I remember the books my family had down in the basement—in a closet in the basement, actually. I found a copy of Roots down there when I was in seventh grade. It was yellowed and battered, and it didn't have a back cover. I read the whole thing and loved it. There was a copy of Gone With the Wind, which I started but didn't get very far in. There was a whole series of John Jakes books, which I looked at but didn't even try to read. There was a copy of James Clavell's Shogun and Leon Uris's Trinity. I think these were all popular books that my mom read in the seventies, before she had kids. There was even a Norton critical edition of Moby-Dick from my dad's college years.
In my wife's old basement, there was also a shelf of books that I loved to look through every time I was down there. Some were clearly from her parents' youthful reading days, some from her sister, some her own. One time, between the ceremony and reception of a wedding, we went back to her house and I pulled out a copy of Philip Roth's Goodbye, Columbus from that shelf. It was a pink mass-market paperback with a glossy cover, and I read "Defender of the Faith," a great short story in it.
Ever since our basement renovation was finished, we've had a basement shelf of our own (pictured above), which gives me pleasure every time I look at it.
2 comments:
I loved going to our basement in general to look at old books and whatever other old things I could find. Mom had a great scrapbook of magazine clippings from Kennedy's presidency. I also started reading Gone With the Wind and never finished it. I'll have to take a look at your basement bookshelf after Christmas.
You know what's f-ed up? My mom had the exact same books, except hers were on a shelf tucked away in her bedroom next to a rooltop desk. They were creased and yellowed, as you say, but I never had the impulse to read them. Something about the name "Uris" put me off, I suppose.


:: Exercise ::
Go through the listing below from its first line and repeat each line exactly, ending at the line containing "The height and width of the screenshot is (647, 1406)." and including it.

:: Extracted material ::
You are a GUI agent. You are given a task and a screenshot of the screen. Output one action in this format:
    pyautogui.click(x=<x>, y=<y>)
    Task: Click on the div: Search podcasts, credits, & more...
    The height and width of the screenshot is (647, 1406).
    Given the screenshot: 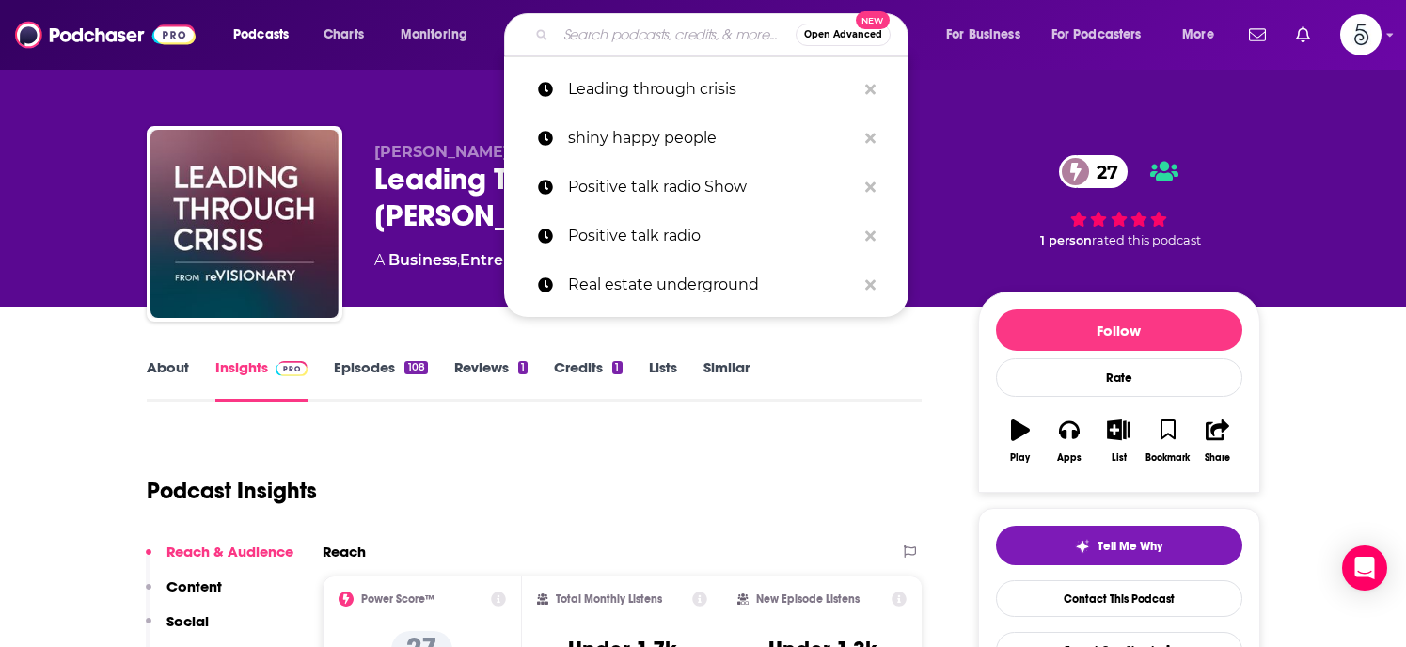 What is the action you would take?
    pyautogui.click(x=724, y=35)
    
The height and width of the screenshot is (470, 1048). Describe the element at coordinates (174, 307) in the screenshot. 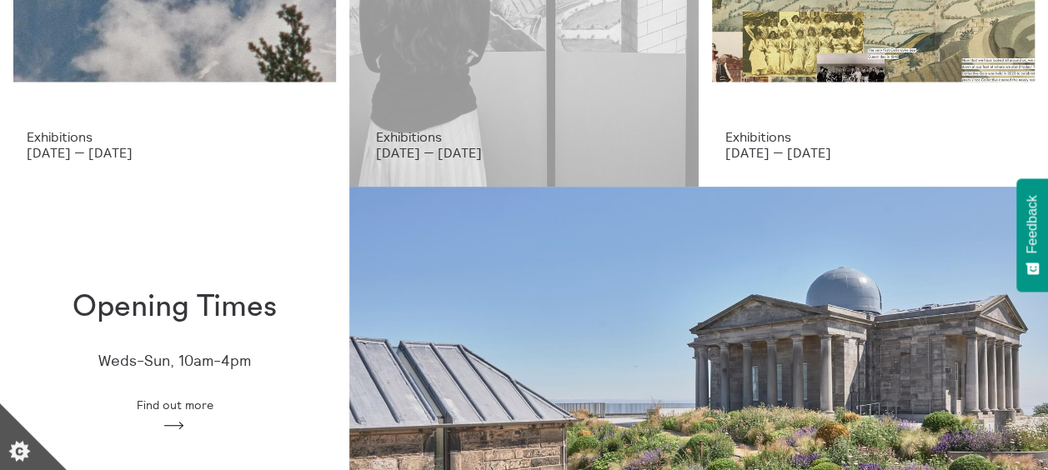

I see `h1: Opening Times` at that location.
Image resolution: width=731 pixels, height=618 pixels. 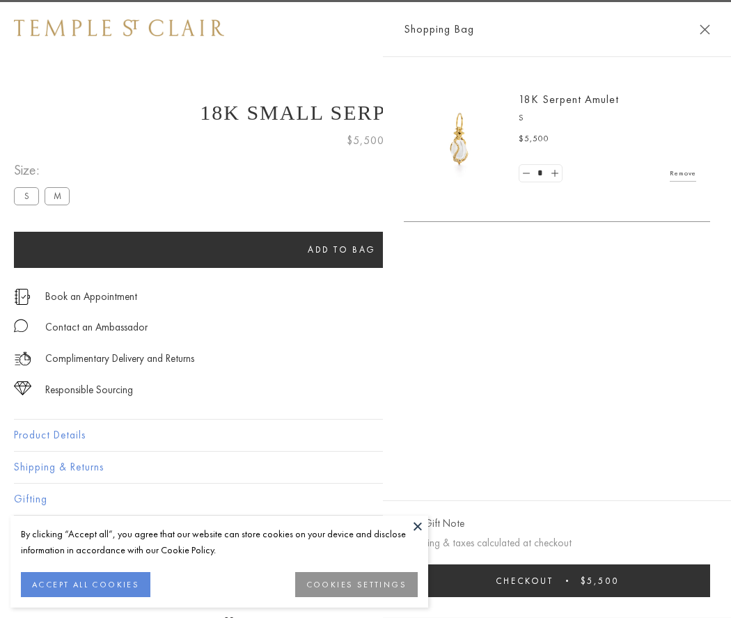 What do you see at coordinates (26, 196) in the screenshot?
I see `label: S` at bounding box center [26, 196].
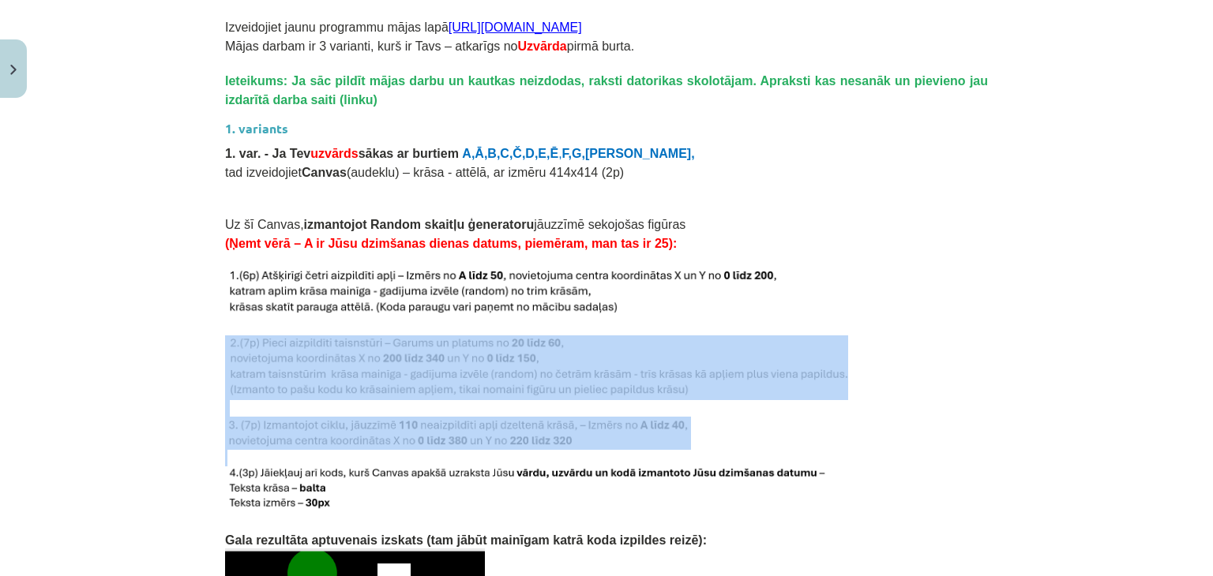  I want to click on b: izmantojot Random skaitļu ģeneratoru, so click(419, 224).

:: Task result ::
You are a GUI agent. You are given a task and a screenshot of the screen. Output one action in this format:
    pyautogui.click(x=<x>, y=<y>)
    Task: Click on the div: Search podcasts, credits, & more...
    The height and width of the screenshot is (647, 1406).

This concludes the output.